ORA spotted mandarin is a threat!

Many mandarins that are taught to eat prepared foods are initially kept in a small QT (which would be the idea with the office tank). One difference is that I could pollute the tank quickly if not careful. I don't think the office tank is the solution for different reasons. I think what is lost here is that this particular mandarin doesn't have a prey drive. I am going to try and work with the shop and see what they can offer me because pods or no pods it's not eating and it has not moved off the bottom of the tank.
 
I have a spotted and striped manderain and have had them for a few months they are getting bigger and fatter and from what I can tell they are happy. They graze my rock work all day eating pods. They won't eat any pellets or human made food so they are wild. Both are now about an inch and a half grown from about 3/4th an inch. Is it possible for them to over induldge in pods or they only eat when they are hungry?? And should I try harder to feed them other food?
 
I'd prefer not to derail this thread

I'd prefer not to derail this thread

so to stay on topic:
if any Mandarinfish loses it's prey drive something is wrong with the fish.
 
so to stay on topic:
if any Mandarinfish loses it's prey drive something is wrong with the fish.

I'd second that.

I have watched the little guy over dinner and am still of the same opinion (something's a little off here). Prey drive is a little better, striking at things about twice as often. One problem is that the mandarin has set up shop close to the detritus catching area, which brings the neurotic tang into his territory. I changed the flow pattern to try and stop the tang from unsettling the mandarin. I think this is the last thing I am going to fiddle with - hopefully the mandarin has sense enough to hunt well.

I may might have to track down some cheato as JC suggested, if anyone has some to harvest. Right now my pods are cultured in a 5 gallon bucket with calcium reactor media lining the bottom. I use sponges that are peeled apart and I place a piece of nori inside which seems to pull in a decent number of pods. I have some sponges that I separate and place a small peice of nori into. That gives me a small population of pods to add back to the tank. I usually move one sponge into the main tank on a weekly or so basis.

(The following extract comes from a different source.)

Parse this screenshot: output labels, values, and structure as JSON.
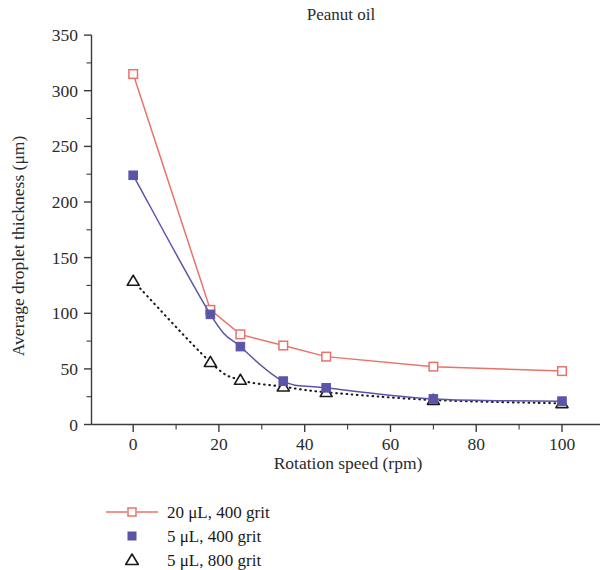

I talked to the people at the store I don't think I have a sympathetic audience.
 
I am seeing improvement as well. I actually spied him venturing across the tank yesterday. I tossed in a ton of hakari small S pellets and he seemed to chase them slowly. The tang still bothers him and chases him off the food. The temperment of the tang is just wrong for such a peaceful cautious fish.
 
I have a scopas tang too, so we will see what it does to the mandarin when I put him in the DT. I am debating leaving the mandarin in the QT extra long to grow a bit, as long as he keeps eating well in the QT.
 
fwiw i kept a mandrin for over a year in a 28. wouldn't try again. my was a wild wc green. it was trained in a sea horse tank to eat live brine. it later accepted frozen brine, mysis,flake,pellets. it just stopped eating one day and wasted away. i'm not saying it can't be done. i'd rather see them in a system that would let them thrive in a way that mimics nature.
 
I turned off the almost all the flow in the tank. No return pump (eheim 1262), and the vortech mp40w was placed in feed mode. As water slowly filled my sump the behavior of the tank became acceptably tranquil. My neurotic tang was no longer sprinting all over the tank to not lose sight of a morsel.

I am trying to increase the feed mode time to 30 minutes and the mp40es isn't behaving. Beyond me. I don't get any led indicators for the speed/duration settings inside the configuration menu. Gonna go looking for a video.
 
Two more weeks down and I'm pretty sure this little fella has a sealed fate to die under my base rock. If it forages it does so while I am asleep or away from the house. I have thought about getting a WC female to see if it would encourage or entice him to eat, but there is no way that my tank could sustain more than one pod eater.
 
Mine seems ok in my QT, I see him peck at pellets from time to time and I have been adding pods periodically. I lost my three anthias, the male one day and the two females a couple days later. They were eating, no signs of disease, not sure what killed them. I talked to Tim and only thing we could think of was an ammonia or nitrite spike, what ever it was the mandarin seemed fine through it.

I think I am going to leave him in the QT as long as I can to let him grow a bit.
 
Glad to hear it. One of the really curious things about this mandarin has been his 2-dimensional movement. I contrast my experience with the wc mandarin that swam upside down, searching caves, covering every inch of liverock. Does yours swim in the z-axis? will it roll over?
 
I have a mountain of rubble that it works his way through, up and down. Most of the time I find it at the bottom or under the rock(its elevated on egg crate). No upside down from it just the anthias, but then again they were not swimming when they were like that.